UIKit is Apple's foundational framework for building user interfaces in iOS, iPadOS, tvOS, and watchOS applications. It provides the window and view architecture needed to display content on screen, the infrastructure to handle user interactions through touch and gestures, and the tools to manage your app's data and content flow. Understanding UIKit is essential even in the SwiftUI era — many production apps combine both frameworks, and iOS 26 deepened that integration further with automatic @Observable tracking in layout methods and a new updateProperties() lifecycle phase. UIKit's view controller lifecycle, Auto Layout system, compositional collection views, and diffable data sources remain the standard for complex, high-performance interfaces.
What This Cheat Sheet Covers
This topic spans 33 focused tables and 296 indexed concepts.

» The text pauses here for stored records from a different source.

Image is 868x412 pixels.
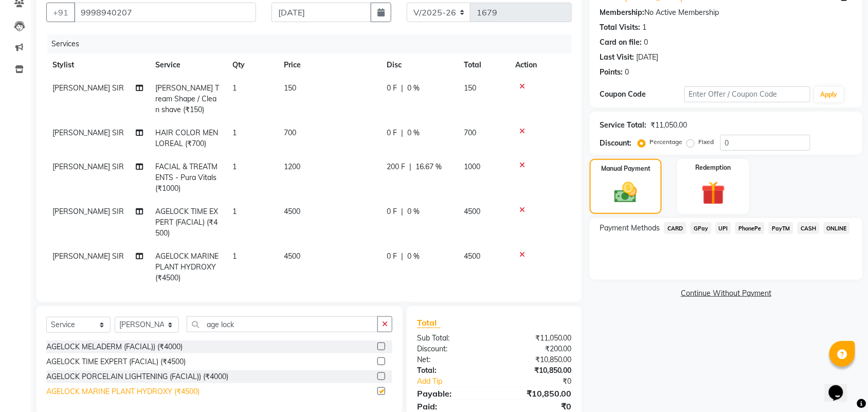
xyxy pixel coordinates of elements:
[74,3,256,22] input: Search by Name/Mobile/Email/Code
[407,206,420,217] span: 0 %
[698,137,714,147] label: Fixed
[797,222,819,234] span: CASH
[457,53,509,77] th: Total
[387,206,397,217] span: 0 F
[409,333,494,343] div: Sub Total:
[599,7,645,18] div: Membership:
[407,251,420,262] span: 0 %
[824,371,857,401] iframe: chat widget
[52,84,124,93] span: [PERSON_NAME] SIR
[494,343,579,354] div: ₹200.00
[695,163,731,173] label: Redemption
[815,87,843,102] button: Apply
[232,84,237,93] span: 1
[409,354,494,365] div: Net:
[690,222,711,234] span: GPay
[284,206,301,216] span: 4500
[407,83,420,93] span: 0 %
[52,162,124,171] span: [PERSON_NAME] SIR
[387,83,397,93] span: 0 F
[387,127,397,138] span: 0 F
[509,53,572,77] th: Action
[46,3,75,22] button: +91
[156,162,217,193] span: FACIAL & TREATMENTS - Pura Vitals (₹1000)
[591,288,861,299] a: Continue Without Payment
[52,252,124,261] span: [PERSON_NAME] SIR
[716,222,731,234] span: UPI
[509,376,579,387] div: ₹0
[381,53,457,77] th: Disc
[694,179,733,208] img: _gift.svg
[494,387,579,400] div: ₹10,850.00
[401,127,403,138] span: |
[387,161,405,173] span: 200 F
[409,387,494,400] div: Payable:
[607,180,644,206] img: _cash.svg
[494,333,579,343] div: ₹11,050.00
[156,84,219,114] span: [PERSON_NAME] Tream Shape / Clean shave (₹150)
[599,67,623,77] div: Points:
[463,162,480,171] span: 1000
[463,128,476,137] span: 700
[156,252,219,282] span: AGELOCK MARINE PLANT HYDROXY (₹4500)
[599,7,852,18] div: No Active Membership
[599,89,684,100] div: Coupon Code
[407,127,420,138] span: 0 %
[625,67,629,77] div: 0
[156,206,218,238] span: AGELOCK TIME EXPERT (FACIAL) (₹4500)
[599,222,660,233] span: Payment Methods
[232,252,237,261] span: 1
[232,128,237,137] span: 1
[46,342,182,352] div: AGELOCK MELADERM (FACIAL)) (₹4000)
[599,37,642,48] div: Card on file:
[284,252,301,261] span: 4500
[387,251,397,262] span: 0 F
[664,222,687,234] span: CARD
[494,365,579,376] div: ₹10,850.00
[401,206,403,217] span: |
[232,206,237,216] span: 1
[650,137,683,147] label: Percentage
[463,84,476,93] span: 150
[187,316,378,332] input: Search or Scan
[599,138,631,149] div: Discount:
[226,53,277,77] th: Qty
[637,52,658,63] div: [DATE]
[46,53,149,77] th: Stylist
[417,318,440,328] span: Total
[599,52,634,63] div: Last Visit:
[401,83,403,93] span: |
[46,386,199,397] div: AGELOCK MARINE PLANT HYDROXY (₹4500)
[409,376,509,387] a: Add Tip
[463,206,480,216] span: 4500
[409,161,411,173] span: |
[277,53,381,77] th: Price
[463,252,480,261] span: 4500
[409,365,494,376] div: Total:
[284,162,301,171] span: 1200
[284,84,296,93] span: 150
[284,128,296,137] span: 700
[601,164,650,174] label: Manual Payment
[47,35,579,53] div: Services
[52,206,124,216] span: [PERSON_NAME] SIR
[409,343,494,354] div: Discount:
[644,37,648,48] div: 0
[824,222,850,234] span: ONLINE
[232,162,237,171] span: 1
[642,22,647,33] div: 1
[735,222,764,234] span: PhonePe
[149,53,226,77] th: Service
[52,128,124,137] span: [PERSON_NAME] SIR
[46,357,186,368] div: AGELOCK TIME EXPERT (FACIAL) (₹4500)
[415,161,441,173] span: 16.67 %
[599,22,640,33] div: Total Visits:
[494,354,579,365] div: ₹10,850.00
[156,128,218,148] span: HAIR COLOR MEN LOREAL (₹700)
[651,120,687,131] div: ₹11,050.00
[599,120,647,131] div: Service Total:
[768,222,793,234] span: PayTM
[401,251,403,262] span: |
[46,371,229,382] div: AGELOCK PORCELAIN LIGHTENING (FACIAL)) (₹4000)
[684,86,810,102] input: Enter Offer / Coupon Code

Below is a complete table-by-table outline of this topic, spanning foundational concepts through advanced details.
Table 1: View Hierarchy and Core View Classes
The UIView is the atomic unit of every UIKit interface; every visible element is a subview sitting inside a tree rooted at a UIWindow. Understanding how views are added, layered, and positioned in this hierarchy is the prerequisite for everything else in UIKit.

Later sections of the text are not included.